I guess we're having a "how i discovered atheism" group therapy session here, here's mine: when I was a young boy my aunt got a divorce, and at the time i knew that divorce was a sin and sinners go to hell. and yet my aunt was still religious and went to church every week, why? you sinned, you're going to hell, you are done. I also thought about how dinosaur bones fit into the bible's tales and I was taught about the idea that "those parts were wrong, god actually created evolution" This introduced me to the concept of editing a religion and that made me think "what else was changed in time, what if the entire christian belief was edited?" later on I started thinking about santa clause. if a small child sees presents under the tree that weren't there last night when everyone in the house went to sleep they think "what an odd situation, this makes no sense how can this be?" then people tell them about santa and no matter how silly it sounds you know it's true because you are surrounded by hundreds of people who believe it to be true. This is the part where I tip my fedora and button up my trenchcoat and point out the same thing applies to christianity and how people don't understand how the universe was created and how we got here. Finally, I thought about the ancient dead religions that were practiced in rome and egypt. If I told people that the egyptian god Ra was my one true faith, people would look at my like i'm fucking retarded, but why? there is no difference between the belief of god or the belief of Ra, or even Zeus. there is absolutely no difference whatsoever. I can take a vacation to egypt and read hieroglyphics about religion that are older than the oldest bible. this was my final lightbulb going off moment where i discovered that people just don't like living in a world where things are unknown and they just make up stories to make things make sense, but things are only true if other people believe the same answers as well. not knowing answers to everything means you're not in control, and there is nothing more scary than that.
I'm not saying that anyone expects faith to automatically lead to a good life. But why should people dedicate their lives to the rules of an entity who's plan supposedly involves giving kids cancer and drowning refugees in the Mediterranean while the people that supposedly represent that God are showing up the news every week because of some new scandal usually involving diddling kids or saying that some natural disaster happened because we let the gays marry.

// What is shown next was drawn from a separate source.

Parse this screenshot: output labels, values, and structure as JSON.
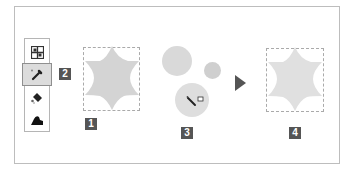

Like people are still absolutely raised and live according to Christian values. Because society would break down without it. But there's just no belief in the spiritual side.
This is pretty much what it seems like. Countless times I have read the same story, "I asked why bad things happened to good people, got no answer, and became an atheist". I feel as if that were the crux of why you are an atheist, then you were most likely already one and just looking for an explanation to tell people why.